Competition and Monopoly in Interest Representation: A Comparative Analysis of Trade Union Structure in the Railway Industries of Great Britain and West Germany

Abstract
This article analyses some of the causes of the emergence and the stability of monopolies of representation of industrial unions in competition with sectional interest associations of specific occupational groups. As its empirical point of reference, the article takes the trade union systems in the railway industries of Great Britain and West Germany. In both countries, there are three railway unions whose areas of jurisdiction largely correspond to each other cross-nationally: one industrial union, one union of loco motive engine drivers, and one union for administrative staff. However, while in West Germany the proportion of the industrial union (GdED) in the total number of unionized railway workers increases at the expense of the sectional competitors, in Great Britain it has for a long time been declining. This divergent development of two otherwise similar trade union systems — a development which in Great Britain has led to the establishment of three sectional monopolies of representation, while in West Germany it is leading to the formation of one inclusive monopoly — is explained by three factors: — the presence in West Germany, and the absence in Great Britain, of a formally union-independent, statutory system of interest representation at the workplace with distinct, legally guaranteed rights of codetermination (Works Constitution); — the fact that in West Germany the workers represented by the two sectional unions are Beamte and thus do not have the right to take industrial action; and — the occupational structure which in West Germany permits higher interoccupational mobility, thus rendering the establishment of sectional interest associations more difficult.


Please copy each line below that contains the string "unemployment".

§ SOURCE INFORMATION:
^^^^^^^^^^^^^^^^

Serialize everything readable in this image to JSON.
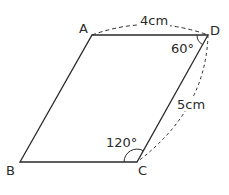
{
  "figure": {
    "type": "parallelogram",
    "vertices": {
      "A": {
        "label": "A",
        "x": 92,
        "y": 35
      },
      "D": {
        "label": "D",
        "x": 208,
        "y": 35
      },
      "B": {
        "label": "B",
        "x": 20,
        "y": 162
      },
      "C": {
        "label": "C",
        "x": 137,
        "y": 162
      }
    },
    "measurements": {
      "AD": "4cm",
      "DC": "5cm",
      "angle_D": "60°",
      "angle_C": "120°"
    },
    "colors": {
      "stroke": "#2a2a2a",
      "background": "#ffffff"
    }
  }
}
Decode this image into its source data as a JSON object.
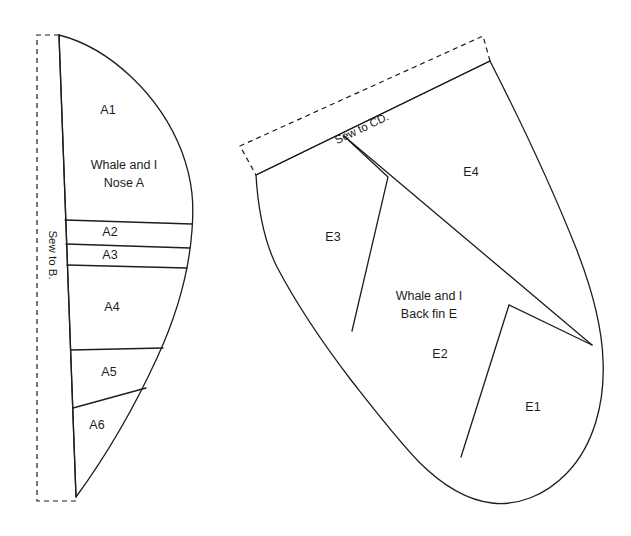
{
  "document": {
    "type": "sewing-pattern-sheet",
    "background_color": "#ffffff",
    "ink_color": "#1d1d1b"
  },
  "pieces": [
    {
      "id": "A",
      "title_line1": "Whale and I",
      "title_line2": "Nose A",
      "seam_note": "Sew to B.",
      "panels": [
        {
          "label": "A1"
        },
        {
          "label": "A2"
        },
        {
          "label": "A3"
        },
        {
          "label": "A4"
        },
        {
          "label": "A5"
        },
        {
          "label": "A6"
        }
      ]
    },
    {
      "id": "E",
      "title_line1": "Whale and I",
      "title_line2": "Back fin E",
      "seam_note": "Sew to CD.",
      "panels": [
        {
          "label": "E1"
        },
        {
          "label": "E2"
        },
        {
          "label": "E3"
        },
        {
          "label": "E4"
        }
      ]
    }
  ],
  "labels": {
    "a1": "A1",
    "a2": "A2",
    "a3": "A3",
    "a4": "A4",
    "a5": "A5",
    "a6": "A6",
    "e1": "E1",
    "e2": "E2",
    "e3": "E3",
    "e4": "E4",
    "nose_title_1": "Whale and I",
    "nose_title_2": "Nose A",
    "backfin_title_1": "Whale and I",
    "backfin_title_2": "Back fin E",
    "sew_to_b": "Sew to B.",
    "sew_to_cd": "Sew to CD."
  }
}
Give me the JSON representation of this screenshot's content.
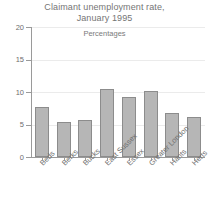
{
  "chart_data": {
    "type": "bar",
    "title": "Claimant unemployment rate, January 1995",
    "title_line1": "Claimant unemployment rate,",
    "title_line2": "January 1995",
    "subtitle": "Percentages",
    "xlabel": "",
    "ylabel": "",
    "ylim": [
      0,
      20
    ],
    "yticks": [
      0,
      5,
      10,
      15,
      20
    ],
    "ytick_labels": [
      "0",
      "5",
      "10",
      "15",
      "20"
    ],
    "grid": true,
    "legend": false,
    "bar_color": "#b6b6b6",
    "bar_edge_color": "#8c8c8c",
    "categories": [
      "Beds",
      "Berks",
      "Bucks",
      "East Sussex",
      "Essex",
      "Greater London",
      "Hants",
      "Herts"
    ],
    "values": [
      7.7,
      5.4,
      5.7,
      10.5,
      9.2,
      10.1,
      6.8,
      6.2
    ]
  },
  "next_chart": {
    "ytick_label_top": "20",
    "subtitle": "Percentages"
  }
}
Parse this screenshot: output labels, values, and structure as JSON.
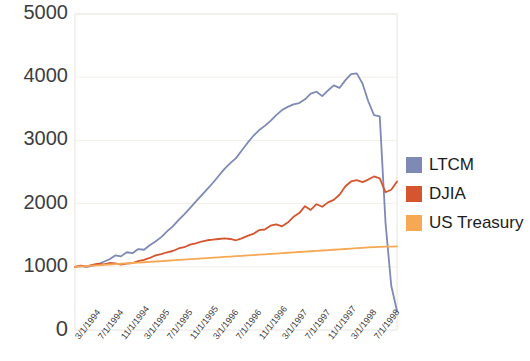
{
  "chart_data": {
    "type": "line",
    "title": "",
    "xlabel": "",
    "ylabel": "",
    "ylim": [
      0,
      5000
    ],
    "ytick_labels": [
      "0",
      "1000",
      "2000",
      "3000",
      "4000",
      "5000"
    ],
    "ytick_values": [
      0,
      1000,
      2000,
      3000,
      4000,
      5000
    ],
    "grid": true,
    "grid_axis": "y",
    "legend_position": "right",
    "x_tick_labels": [
      "3/1/1994",
      "7/1/1994",
      "11/1/1994",
      "3/1/1995",
      "7/1/1995",
      "11/1/1995",
      "3/1/1996",
      "7/1/1996",
      "11/1/1996",
      "3/1/1997",
      "7/1/1997",
      "11/1/1997",
      "3/1/1998",
      "7/1/1998"
    ],
    "x": [
      "3/1/1994",
      "4/1/1994",
      "5/1/1994",
      "6/1/1994",
      "7/1/1994",
      "8/1/1994",
      "9/1/1994",
      "10/1/1994",
      "11/1/1994",
      "12/1/1994",
      "1/1/1995",
      "2/1/1995",
      "3/1/1995",
      "4/1/1995",
      "5/1/1995",
      "6/1/1995",
      "7/1/1995",
      "8/1/1995",
      "9/1/1995",
      "10/1/1995",
      "11/1/1995",
      "12/1/1995",
      "1/1/1996",
      "2/1/1996",
      "3/1/1996",
      "4/1/1996",
      "5/1/1996",
      "6/1/1996",
      "7/1/1996",
      "8/1/1996",
      "9/1/1996",
      "10/1/1996",
      "11/1/1996",
      "12/1/1996",
      "1/1/1997",
      "2/1/1997",
      "3/1/1997",
      "4/1/1997",
      "5/1/1997",
      "6/1/1997",
      "7/1/1997",
      "8/1/1997",
      "9/1/1997",
      "10/1/1997",
      "11/1/1997",
      "12/1/1997",
      "1/1/1998",
      "2/1/1998",
      "3/1/1998",
      "4/1/1998",
      "5/1/1998",
      "6/1/1998",
      "7/1/1998",
      "8/1/1998",
      "9/1/1998",
      "10/1/1998",
      "11/1/1998"
    ],
    "series": [
      {
        "name": "LTCM",
        "color": "#7e8ab5",
        "values": [
          1000,
          1010,
          1000,
          1015,
          1040,
          1080,
          1120,
          1180,
          1165,
          1230,
          1215,
          1280,
          1270,
          1340,
          1400,
          1470,
          1560,
          1640,
          1740,
          1830,
          1930,
          2030,
          2130,
          2230,
          2330,
          2440,
          2550,
          2640,
          2720,
          2840,
          2960,
          3070,
          3160,
          3230,
          3310,
          3400,
          3480,
          3530,
          3570,
          3590,
          3650,
          3740,
          3770,
          3700,
          3790,
          3870,
          3830,
          3950,
          4050,
          4060,
          3900,
          3620,
          3400,
          3380,
          1700,
          700,
          300
        ]
      },
      {
        "name": "DJIA",
        "color": "#d4552e",
        "values": [
          1000,
          1020,
          1005,
          1030,
          1050,
          1040,
          1060,
          1055,
          1035,
          1050,
          1060,
          1090,
          1110,
          1140,
          1180,
          1200,
          1230,
          1250,
          1290,
          1310,
          1350,
          1370,
          1400,
          1420,
          1430,
          1440,
          1450,
          1440,
          1420,
          1450,
          1490,
          1520,
          1580,
          1590,
          1650,
          1670,
          1640,
          1700,
          1790,
          1850,
          1960,
          1900,
          1990,
          1950,
          2020,
          2060,
          2140,
          2270,
          2350,
          2370,
          2340,
          2380,
          2430,
          2400,
          2180,
          2220,
          2350
        ]
      },
      {
        "name": "US Treasury",
        "color": "#f6a855",
        "values": [
          1000,
          1006,
          1012,
          1018,
          1024,
          1030,
          1036,
          1042,
          1048,
          1054,
          1060,
          1066,
          1072,
          1078,
          1084,
          1090,
          1096,
          1102,
          1108,
          1114,
          1120,
          1126,
          1132,
          1138,
          1144,
          1150,
          1156,
          1162,
          1168,
          1174,
          1180,
          1186,
          1192,
          1198,
          1204,
          1210,
          1216,
          1222,
          1228,
          1234,
          1240,
          1246,
          1252,
          1258,
          1264,
          1270,
          1276,
          1282,
          1288,
          1294,
          1300,
          1306,
          1310,
          1314,
          1318,
          1320,
          1322
        ]
      }
    ]
  },
  "legend": {
    "items": [
      {
        "label": "LTCM",
        "color": "#7e8ab5"
      },
      {
        "label": "DJIA",
        "color": "#d4552e"
      },
      {
        "label": "US Treasury",
        "color": "#f6a855"
      }
    ]
  }
}
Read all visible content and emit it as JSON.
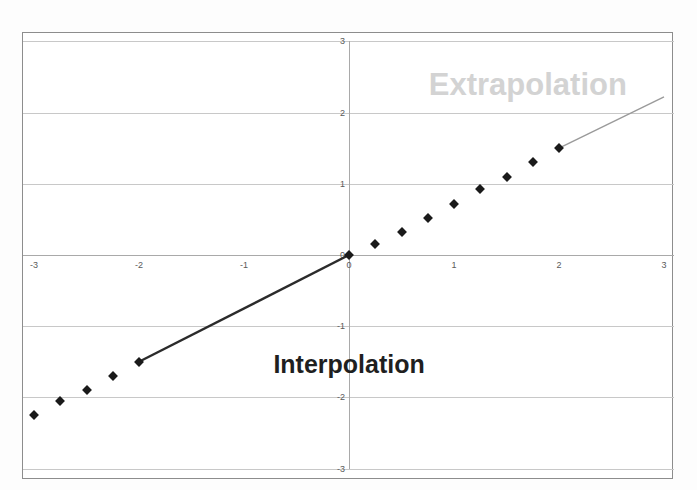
{
  "figure": {
    "clipped_caption_above": "",
    "background_color": "#fdfdfd",
    "frame_border_color": "#8d8d8d"
  },
  "annotations": {
    "extrapolation_label": "Extrapolation",
    "extrapolation_color": "#d3d3d3",
    "interpolation_label": "Interpolation",
    "interpolation_color": "#1f1f1f"
  },
  "chart_data": {
    "type": "scatter",
    "title": "",
    "xlabel": "",
    "ylabel": "",
    "xlim": [
      -3,
      3
    ],
    "ylim": [
      -3,
      3
    ],
    "xticks": [
      -3,
      -2,
      -1,
      0,
      1,
      2,
      3
    ],
    "yticks": [
      3,
      2,
      1,
      0,
      -1,
      -2,
      -3
    ],
    "xtick_labels": [
      "-3",
      "-2",
      "-1",
      "0",
      "1",
      "2",
      "3"
    ],
    "ytick_labels": [
      "3",
      "2",
      "1",
      "0",
      "-1",
      "-2",
      "-3"
    ],
    "grid": true,
    "grid_color": "#c8c8c8",
    "axis_color": "#a9a9a9",
    "legend": null,
    "marker_color": "#1a1a1a",
    "marker_shape": "diamond",
    "series": [
      {
        "name": "data points",
        "type": "scatter",
        "points": [
          {
            "x": -3.0,
            "y": -2.25
          },
          {
            "x": -2.75,
            "y": -2.05
          },
          {
            "x": -2.5,
            "y": -1.9
          },
          {
            "x": -2.25,
            "y": -1.7
          },
          {
            "x": -2.0,
            "y": -1.5
          },
          {
            "x": 0.0,
            "y": 0.0
          },
          {
            "x": 0.25,
            "y": 0.15
          },
          {
            "x": 0.5,
            "y": 0.32
          },
          {
            "x": 0.75,
            "y": 0.52
          },
          {
            "x": 1.0,
            "y": 0.72
          },
          {
            "x": 1.25,
            "y": 0.92
          },
          {
            "x": 1.5,
            "y": 1.1
          },
          {
            "x": 1.75,
            "y": 1.3
          },
          {
            "x": 2.0,
            "y": 1.5
          }
        ]
      },
      {
        "name": "interpolation segment",
        "type": "line",
        "color": "#2b2b2b",
        "width": 2.4,
        "points": [
          {
            "x": -2.0,
            "y": -1.5
          },
          {
            "x": 0.0,
            "y": 0.0
          }
        ]
      },
      {
        "name": "extrapolation segment",
        "type": "line",
        "color": "#9a9a9a",
        "width": 1.4,
        "points": [
          {
            "x": 2.0,
            "y": 1.5
          },
          {
            "x": 3.0,
            "y": 2.22
          }
        ]
      }
    ]
  }
}
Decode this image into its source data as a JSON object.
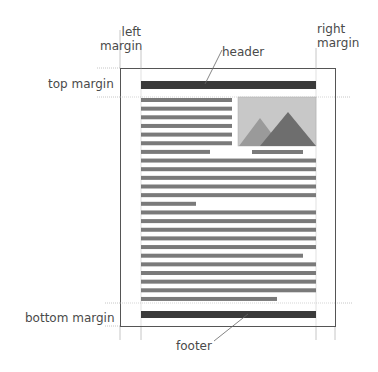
{
  "labels": {
    "left_margin_line1": "left",
    "left_margin_line2": "margin",
    "right_margin_line1": "right",
    "right_margin_line2": "margin",
    "header": "header",
    "top_margin": "top margin",
    "bottom_margin": "bottom margin",
    "footer": "footer"
  },
  "colors": {
    "page_border": "#555555",
    "guide": "#b8b8b8",
    "header_bar": "#3a3a3a",
    "footer_bar": "#3a3a3a",
    "text_line": "#7a7a7a",
    "image_bg": "#c8c8c8",
    "mountain_back": "#9a9a9a",
    "mountain_front": "#6e6e6e"
  },
  "page": {
    "x": 120,
    "y": 68,
    "width": 215,
    "height": 258,
    "margins": {
      "left_x": 141,
      "right_x": 316,
      "top_y": 97,
      "bottom_y": 303
    }
  },
  "header_bar": {
    "x": 141,
    "y": 81,
    "width": 175,
    "height": 8
  },
  "footer_bar": {
    "x": 141,
    "y": 311,
    "width": 175,
    "height": 7
  },
  "image": {
    "x": 238,
    "y": 97,
    "width": 78,
    "height": 49
  },
  "caption_line": {
    "x": 252,
    "y": 150,
    "width": 51
  },
  "text_lines": [
    {
      "x": 141,
      "w": 91
    },
    {
      "x": 141,
      "w": 91
    },
    {
      "x": 141,
      "w": 91
    },
    {
      "x": 141,
      "w": 91
    },
    {
      "x": 141,
      "w": 91
    },
    {
      "x": 141,
      "w": 91
    },
    {
      "x": 141,
      "w": 69
    },
    {
      "x": 141,
      "w": 175
    },
    {
      "x": 141,
      "w": 175
    },
    {
      "x": 141,
      "w": 175
    },
    {
      "x": 141,
      "w": 175
    },
    {
      "x": 141,
      "w": 175
    },
    {
      "x": 141,
      "w": 55
    },
    {
      "x": 141,
      "w": 175
    },
    {
      "x": 141,
      "w": 175
    },
    {
      "x": 141,
      "w": 175
    },
    {
      "x": 141,
      "w": 175
    },
    {
      "x": 141,
      "w": 175
    },
    {
      "x": 141,
      "w": 162
    },
    {
      "x": 141,
      "w": 175
    },
    {
      "x": 141,
      "w": 175
    },
    {
      "x": 141,
      "w": 175
    },
    {
      "x": 141,
      "w": 175
    },
    {
      "x": 141,
      "w": 136
    }
  ]
}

^^^^^^^^^^^^^^^^

§ TASK RESULT:
    "title": "Claimant unemployment rate, January 1995",
    "title_line1": "Claimant unemployment rate,",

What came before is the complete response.